While Florens’s ignorance affects her development and her understanding of the world, that ignorance in isolation is not as harmful as the way it is weaponized against her. Her naivete, spurred by that sense of abandonment from her mother, allows other characters to take advantage of her. Rebekka, for example, finds amusement in “Florens’ eagerness for approval. ‘Well done.’ ‘It’s fine.’ However slight, any kindness shown her she munched like a rabbit.” Because Rebekka is her mistress and praise and kindness like this is the only compensation Florens gets for good work, Rebekka is using Florens’s abandonment to increase her productivity as a slave. Scully, too, sees the potential for taking advantage of the girl’s ignorance and naivete: “if he had been interested in rape, Florens would have been his prey. It was easy to spot that combination of defenselessness, eagerness to please and, most of all, a willingness to blame herself for the meanness of others.” It is this same innocence that allows the blacksmith to enter a sexual relationship with her. Though neither party views the encounters as rape, the blacksmith certainly knows that Florens is childlike and trusting, for he uses that ignorance against her after she hurts Malaik. He accuses her of having become a slave to her own obliviousness; “Your head is empty and your body is wild,” he says. Thus, her ignorance acts as a weapon for the people who wish to control and hurt her.

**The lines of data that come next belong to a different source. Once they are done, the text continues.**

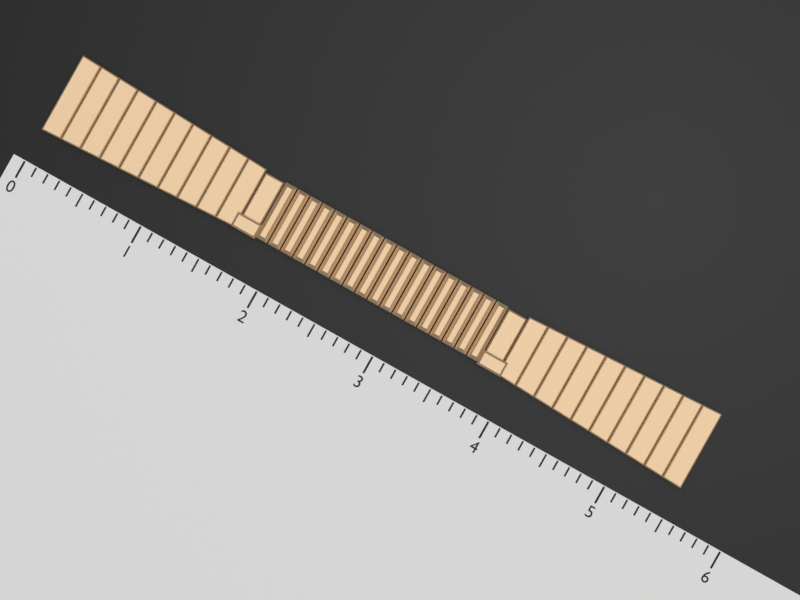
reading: 5.5 (no unit)
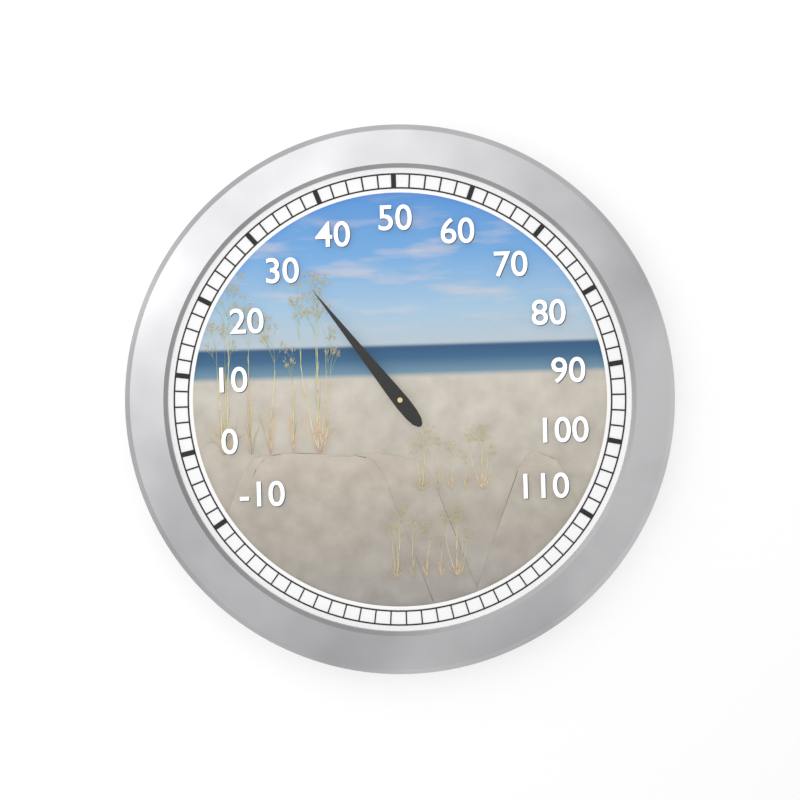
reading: 32 (no unit)
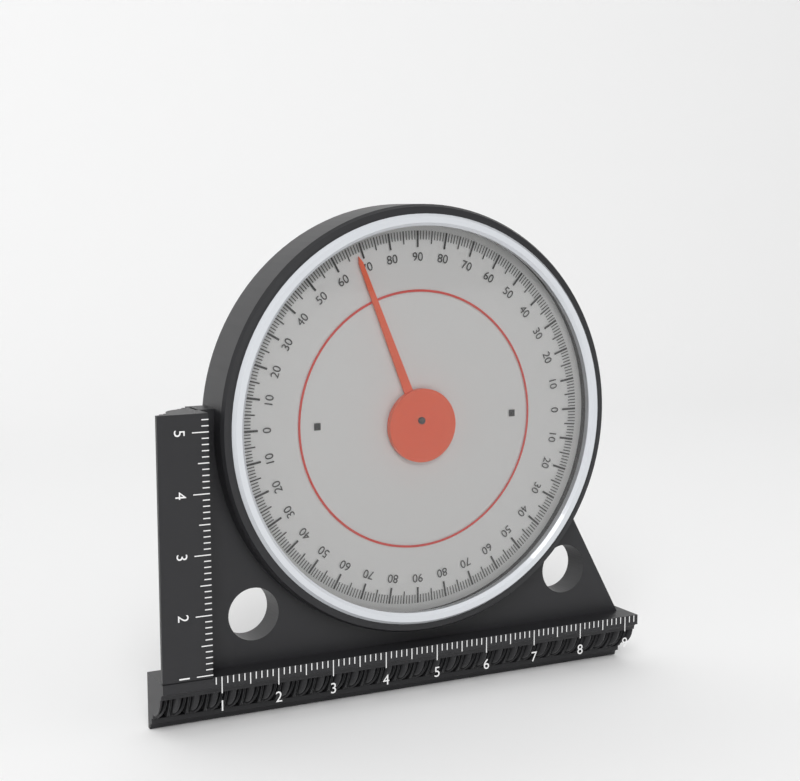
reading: 68 (no unit)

Being taken advantage of for one’s inexperience and ignorance is not a scenario that is isolated to Florens, nor is it only contained within the pages of A Mercy. Through other works, such as Angela Flounoy’s The Turner House and Michael Lewis’s The Big Short, it becomes apparent the way that ignorance harmed the homeowner in the events leading up to the 2008 housing market crash. In The Turner House, Viola Turner refinanced her mortgage, an option that seemed favorable at the time. However, that choice led to a lot of debt the family can’t pay off, and even if they can, it isn’t worth it for a house nobody lives in. Thus, a lack of knowledge is harmful to the ignorant. In The Big Short, meanwhile, average American homebuyers are manipulated by corrupt bankers who want to loan them a subprime mortgage, so that it can be repackaged and sold as a Triple-A-rated bond. Technically, the homebuyers took out loans they couldn’t pay back, and therefore one might argue that they deserved the evictions or bankruptcies that followed. However, they didn’t understand what they were doing and were guided by others to do what was against their best interest. 

Finance is incredibly complicated, and although most if not all Americans will have to engage with it at some point in their lives, few understand it. Therefore, they must trust bankers and accountants and other finance experts to advise them on how best to manage their money. Although these people can provide a great service in helping people, they can also weaponize their clients’ ignorance against them. Similarly, in A Mercy, Florens is innocent and ignorant, and the people in her life take advantage of that. It’d be ideal for Florens if she could have learned the things she is ignorant of and be less naïve. However, she is a child, and children—and people of all ages—are always going to be innocent. Florens should have been protected from the people who want to exert power over her. Similarly, most Americans will never be financial experts, and they shouldn’t have to be. Instead, the law should take measures to protect them from bankers and accountants who intentionally advise them to make ruinous decisions.